Clapp Recital Hall, Voxman Music Building and Hancher Auditorium surrounded by flood water in June 2008. University of Iowa officials are searching for a new site for Hancher Auditorium, the university’s flood-wrecked performance hall.

U-I president Sally Mason says it’s taken some time to get over the shock from the Federal Emergency Management Agency’s declaration that Hancher and the other buildings on the university’s "arts campus" must be rebuilt on higher ground.

"You get over that shock when you think about where those facilities are located — how close to the river they are — and that it’s inevitable in the future that they would flood again and what it would cost to try and protect them from flooding again," Mason says.

"What it would cost not only in terms of dollars in trying to come up with a good mitigation scheme for them, but also in terms of what it might mean with regardsto the views of the river and the things that you appreciated at Hancher and Voxman and Clapp to begin with." Hancher opened in 1972.

It was designed by Max Abramovitz, an internationally-famous architect, and Mason expects the university will seek out another well-known architect to build a new performance hall in Iowa City. Sites in Iowa City that are at least 14 feet above the 2008 Iowa River flood levels are being considered.

"This is a fresh start," Mason says. "This is a real opportunity…to think differently, creatively and hopefully — once and for all — protect these facilities from future flooding and future disasters like the ones we suffered last summer." By bulldozing Hancher, flood plain management may be improved. Mason says she and other university officials are working with a crew of consultants to figure out how the university can live with the river that snakes through the heart of campus.

"Times of the year like this when it’s low and the days are lovely, (the river) is an absolutely beautiful asset to have on campus," Mason says. "But last summer we could see how violent and how almost malicious at times it felt as the water started charging across parts of the campus that they’ve never seen before."

According to Mason, it’s likely Hancher will be the name affixed to a new performance hall. "It would take something very unusual for that name to change," Mason says. Hancher Auditorium is named for Dr. Virgil Hancher, the longest-serving president of the university.

He was the University of Iowa’s president for 24 years — from 1940 to 1964. FEMA has pledged to pay for 90 percent of the costs of rebuilding Hancher elsewhere. There is no timeline for a decision on when and where it should be rebuilt, but Mason hopes construction starts within 24 months.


● What you have to do: Only the lines below, from the one with "The width and height of the screenshot is (548, 250)." through the one with "The height and", are to be written out, exactly.

● Material shown:

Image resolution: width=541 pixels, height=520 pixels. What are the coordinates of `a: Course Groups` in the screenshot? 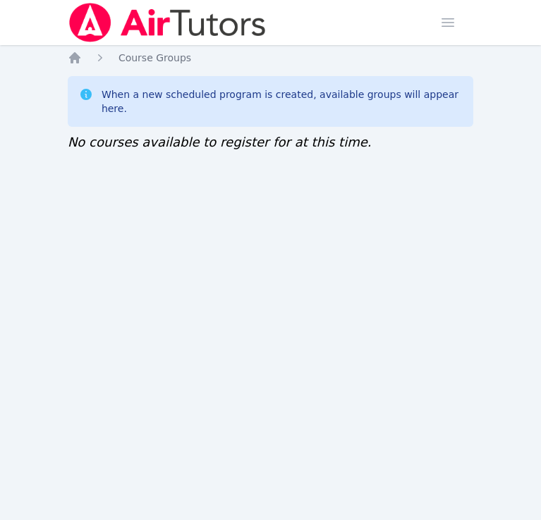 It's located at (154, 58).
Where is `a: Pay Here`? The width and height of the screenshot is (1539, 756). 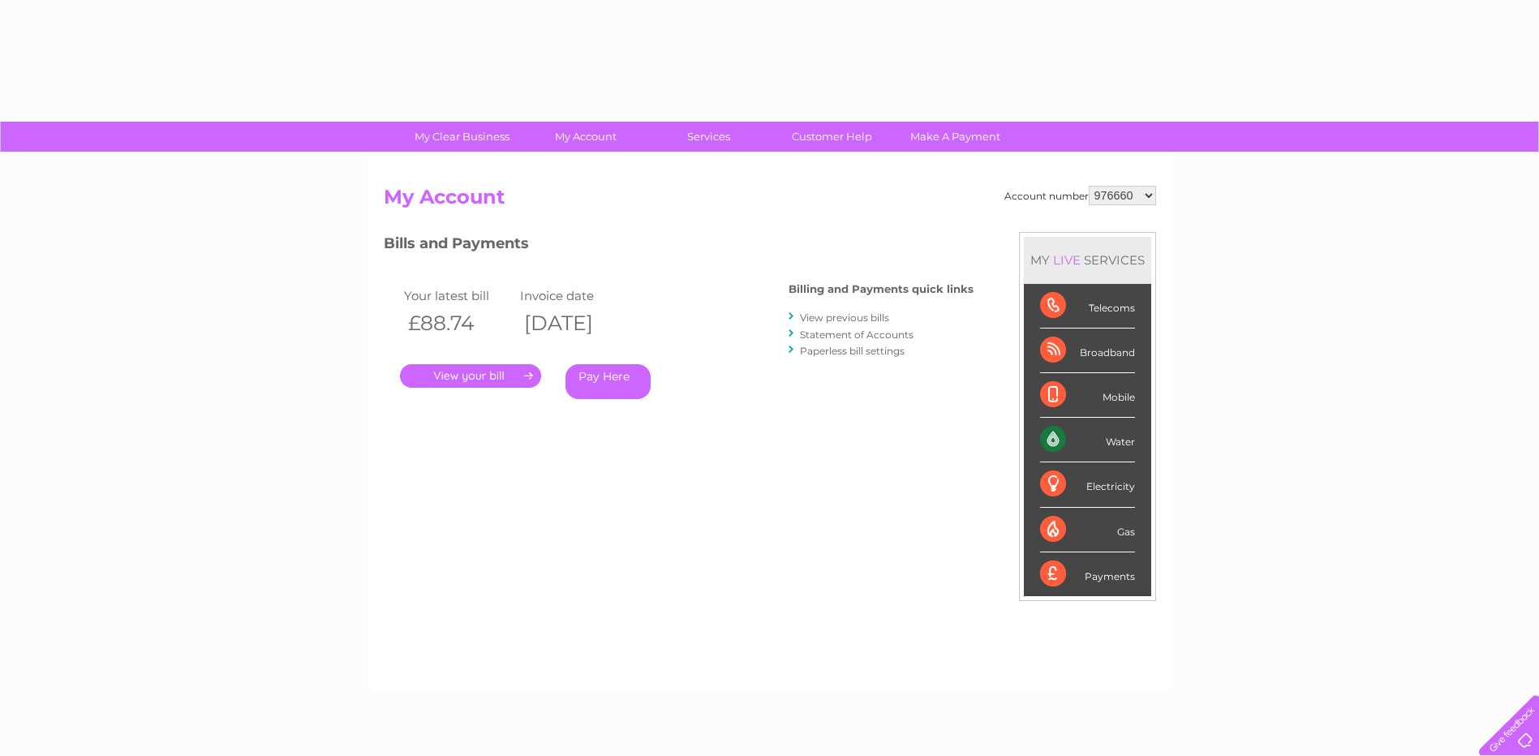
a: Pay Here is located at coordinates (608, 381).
...
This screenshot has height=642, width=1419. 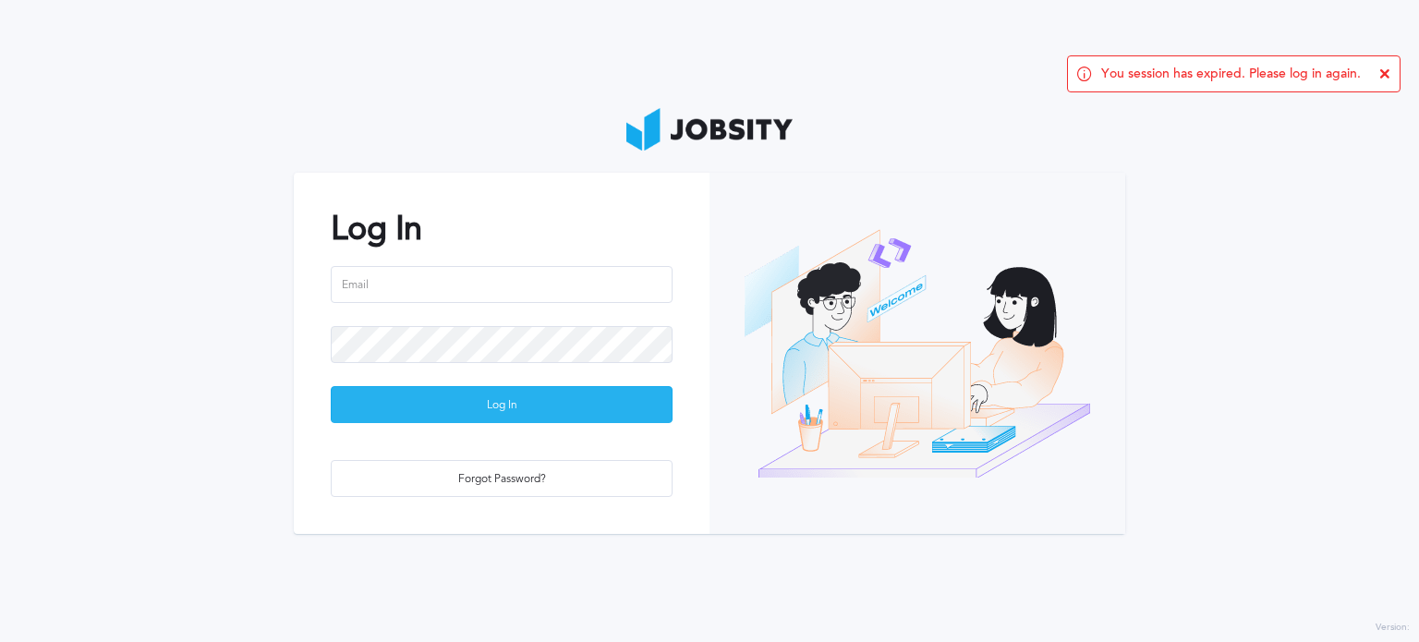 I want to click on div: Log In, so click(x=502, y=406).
--
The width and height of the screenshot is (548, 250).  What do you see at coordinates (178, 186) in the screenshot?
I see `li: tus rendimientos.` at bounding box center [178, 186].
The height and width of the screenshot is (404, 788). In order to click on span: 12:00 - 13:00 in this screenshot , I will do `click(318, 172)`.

● Final answer:
The width and height of the screenshot is (548, 250).  What do you see at coordinates (178, 186) in the screenshot?
I see `li: tus rendimientos.` at bounding box center [178, 186].
The height and width of the screenshot is (404, 788). In order to click on span: 12:00 - 13:00 in this screenshot , I will do `click(318, 172)`.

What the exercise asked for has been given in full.